Elon Musk’s 2018 pay packet from Tesla was upheld by the Delaware Supreme Court, two years after a lower court dismissed the severance agreement as “incomprehensible.”

Friday’s ruling on the pay package, once worth US$56 billion ($85 billion), overturned a decision that sparked an angry response from Musk and damaged Delaware’s business-friendly reputation.

The pay package was the largest ever until Tesla shareholders approved a new, even larger pay plan in November.

The decision means Musk can finally be rewarded for the work he’s been doing since 2018, when he transformed Tesla from a struggling startup into one of the world’s most valuable companies.

The 2018 salary deal gave Musk the option to buy approximately 304 million Tesla shares at a heavily discounted price if the company hit various milestones, which it did.

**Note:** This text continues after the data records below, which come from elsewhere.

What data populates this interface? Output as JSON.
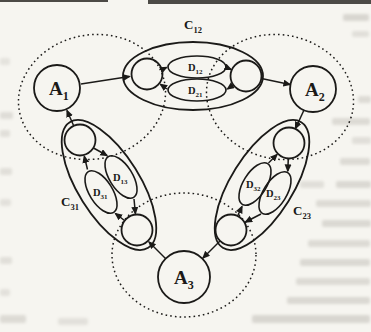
{
  "figure": {
    "nodes": {
      "a1": {
        "base": "A",
        "sub": "1"
      },
      "a2": {
        "base": "A",
        "sub": "2"
      },
      "a3": {
        "base": "A",
        "sub": "3"
      }
    },
    "channels": {
      "c12": {
        "base": "C",
        "sub": "12"
      },
      "c23": {
        "base": "C",
        "sub": "23"
      },
      "c31": {
        "base": "C",
        "sub": "31"
      }
    },
    "buffers": {
      "d12": {
        "base": "D",
        "sub": "12"
      },
      "d21": {
        "base": "D",
        "sub": "21"
      },
      "d13": {
        "base": "D",
        "sub": "13"
      },
      "d31": {
        "base": "D",
        "sub": "31"
      },
      "d32": {
        "base": "D",
        "sub": "32"
      },
      "d23": {
        "base": "D",
        "sub": "23"
      }
    },
    "colors": {
      "ink": "#1b1a18",
      "paper": "#f6f5f0",
      "bleed": "#8d8880"
    }
  }
}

Tesla estimated in 2018 that the plan was potentially worth US$56 billion ($85 billion), but the value rose to around US$120 billion ($182 billion) in early November given the rise in stock price. The options represent approximately nine percent of Tesla’s outstanding shares. Musk never collected his stock options because shortly after shareholders approved his 2018 compensation, his board was sued by Richard Tornetta, an investor who owns only nine Tesla shares.

In 2024, after a five-day trial, Delaware Judge Kathaleen McCormick concluded that Tesla’s executives were conflicted and that important facts were hidden from shareholders when they voted to approve the plan. He ordered the 2018 plan to be cancelled.

Musk accused the Delaware judges of being activists hostile to tech founders and urged businesses to follow Tesla and regroup elsewhere. Dropbox, Roblox, The Trade Desk, and Coinbase were among a handful of major companies that moved their legal homes to Nevada or Texas. But Delaware remains by far the most popular legal center for public companies in the United States.

Tesla’s board of directors warned that Musk, the world’s richest person who also leads the SpaceX rocket initiative and artificial intelligence initiative xAI, could leave the electric car company if he does not get the salary he wants and his voting power does not increase.

In November, shareholders approved a new pay package that could be worth US$878 billion ($A1.3 trillion) if Tesla meets targets for sales of driverless vehicles, a robotaxi network and humanoid robots.

Tesla has taken steps to reduce the risk of a shareholder tying up its 2025 package in the courts.

The Austin-based company is now incorporated in Texas, which allows Tesla to require any investor or group of investors to own three percent of the company’s shares before filing a lawsuit alleging corporate law violations. A stake that size would be worth around US$30 billion ($45 billion), and Musk is the only person to own that many shares.